Some of them write blogs, too; blogs about marketing and advertising, or blogs about trends, or how to spot trends, or the impact of blogging on the dissonance of trends. But they don't read your blog, or my blog; they just write about the idea of them, and have many theories about what sort of person you are (they cannot imagine me, not even if they try).

I have had it with my blog. I want to give it up because having a blog isn't interesting at parties anymore, and I do not like caring that my stats are going down every day. But more to the point because I work in advertising and get paid money for talking about trends and consumers and people (without ever leaving my lovely office or lovely house and talking to actual people), I know that blogging is, like, over.

Everything now is Web 6.0 and dissonance and mashed up culture and Premiumisation; two years ago it was New Traditionalism and something to do with some bloke in Portland, and three years ago it was all about - well, I can't remember; it's about something else now, and I'm thinking about that instead.

But then there are the facts! I do not like facts, for they have a habit of reminding you who you actually are, and not who you are in your head (when at imaginary parties). I moved to Canada because of this blog. I have met nice people through it (and some bloke in Newcastle); been asked for my opinion about things I know nothing about by very clever people because of it; learnt weird things, been sent stuff and because of it been treated kindly and with great generosity by people I will probably never meet.

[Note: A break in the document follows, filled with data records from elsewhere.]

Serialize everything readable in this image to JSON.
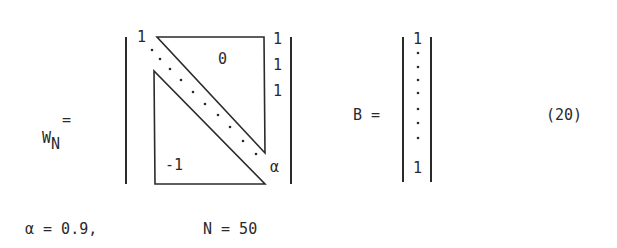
{
  "equation": {
    "number": "(20)",
    "w_matrix": {
      "label_main": "W",
      "label_sub": "N",
      "equals": "=",
      "top_left_entry": "1",
      "upper_region_value": "0",
      "lower_region_value": "-1",
      "last_column_entries": [
        "1",
        "1",
        "1"
      ],
      "bottom_right_entry": "α"
    },
    "b_vector": {
      "label": "B =",
      "top_entry": "1",
      "bottom_entry": "1"
    }
  },
  "parameters": {
    "alpha": "α = 0.9,",
    "n": "N = 50"
  }
}
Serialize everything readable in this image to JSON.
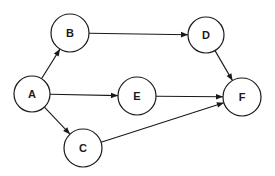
{
  "diagram": {
    "type": "directed-graph",
    "nodes": [
      {
        "id": "A",
        "label": "A",
        "cx": 32,
        "cy": 94,
        "r": 18
      },
      {
        "id": "B",
        "label": "B",
        "cx": 70,
        "cy": 33,
        "r": 19
      },
      {
        "id": "C",
        "label": "C",
        "cx": 83,
        "cy": 148,
        "r": 19
      },
      {
        "id": "D",
        "label": "D",
        "cx": 206,
        "cy": 35,
        "r": 18
      },
      {
        "id": "E",
        "label": "E",
        "cx": 137,
        "cy": 96,
        "r": 19
      },
      {
        "id": "F",
        "label": "F",
        "cx": 242,
        "cy": 97,
        "r": 19
      }
    ],
    "edges": [
      {
        "from": "A",
        "to": "B"
      },
      {
        "from": "A",
        "to": "E"
      },
      {
        "from": "A",
        "to": "C"
      },
      {
        "from": "B",
        "to": "D"
      },
      {
        "from": "D",
        "to": "F"
      },
      {
        "from": "E",
        "to": "F"
      },
      {
        "from": "C",
        "to": "F"
      }
    ],
    "colors": {
      "stroke": "#1a1a1a",
      "fill": "#ffffff"
    }
  }
}
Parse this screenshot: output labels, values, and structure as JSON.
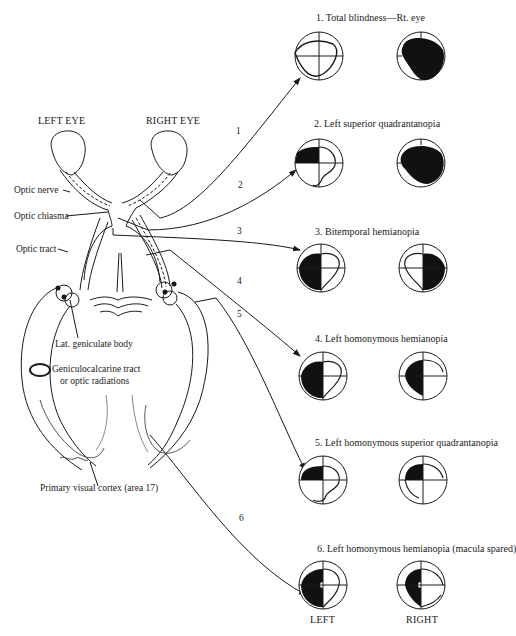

But all of that is sentimental claptrap (even if some of it has meant emigrating to another country). The sad truth is that even if no-one else is reading it, writing this web-blog still amuses me greatly, and long as I still find it funny (despite the fact that no-one else does), I shall carry on regardless. And if things get really desperate, I shall invent a trend about the dissonance of blogging and sell it to someone for $150,000.



* I do not recommend them!!!

** Summary of the book: "Often your instinct is right. Trust it!" (You may now send me $30 as you have not had to buy the book to find that out for yourself.)